Small cardamom seeds
Crushed or ground small cardamom seeds
HSN 0908 32 20 (Small cardamom seeds, crushed or ground) is subject to Food Safety and Standards Authority of India (FSSAI) Import Licence and food-safety clearance under the Food Safety and Standards Act, 2006, with import restricted to designated food-import entry points under General Note 4(D) of Schedule I of the ITC (HS) 2022. The Directorate General of Foreign Trade (DGFT) policy condition 1 of Chapter 09 applies, and spices — including cardamom — are listed under Appendix 4J, making import under Duty Free Import Authorisation ineligible under any circumstances per DGFT Policy Circular 05/2025.
- Import Licence from FSSAI
- Food Grade Certificate from FSSAI
- Phytosanitary Certificate from exporter
Procedural directions for customs clearance are issued by: Directorate General of Foreign Trade, Central Board of Indirect Taxes and Customs.
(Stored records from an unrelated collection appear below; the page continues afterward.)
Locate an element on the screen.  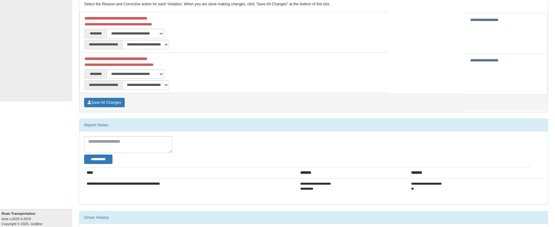
button: Change Filter Options is located at coordinates (98, 160).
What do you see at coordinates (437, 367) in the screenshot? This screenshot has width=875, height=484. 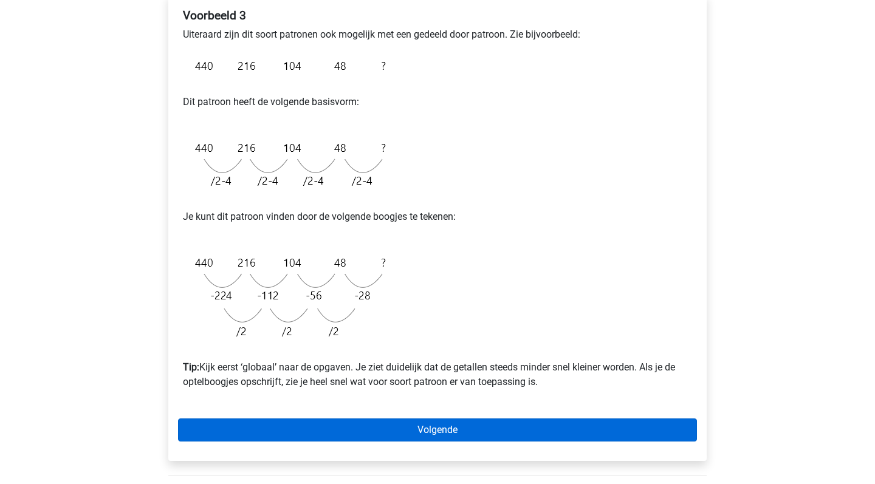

- 1Obtain an FSSAI Import Licence before filing the bill of entry. Upload the FSSAI Import Licence (document code 911001), Specimen Copy of Label (document code 0110FS), Food Grade Certificate (document code 6570FS), and Phytosanitary Certificate (document code 851000) in e-Sanchit; the proper officer will verify all four documents before granting out-of-charge.ITC (HS) policy condition 1 of Chapter 09 · General Note 4(D) of Schedule I of ITC (HS) 2022
- 2Route the consignment only through one of the designated food-import entry points notified under General Note 4(D) of Schedule I of the ITC (HS) 2022. Confirm label compliance under FSS (Labelling and Display) Regulations, 2020; permissible label rectifications must be completed at a customs bonded warehouse before visual inspection, using a single non-detachable sticker without altering the original label.CBIC Instruction 10/2022-Customs dated 28-06-2022 · CBIC Instruction 09/2023-Cus dated 07-03-2023 · FSSAI order dated 18-11-2022 under F.No.Import/TFM/Apex/2022-FSSAI
- 3Do not attempt importation under a Duty Free Import Authorisation. All spices — including cardamom — fall under Appendix 4J and carry a pre-import condition; DFIA import is impermissible irrespective of intended end use.DGFT Policy Circular 05/2025 dated 22-09-2025
The most common error on this tariff line is assuming that Advance Authorisation or DFIA schemes provide a route around the Appendix 4J pre-import condition for spices. DGFT Policy Circular 05/2025 explicitly forecloses DFIA for all spices in any end-use scenario; an importer who ships under DFIA expecting a post-import credit will face outright rejection of the authorisation, recovery of applicable duties, and potential ITC (HS) Restricted-policy enforcement — none of which is remedied by the rectifiable-labelling dispensation.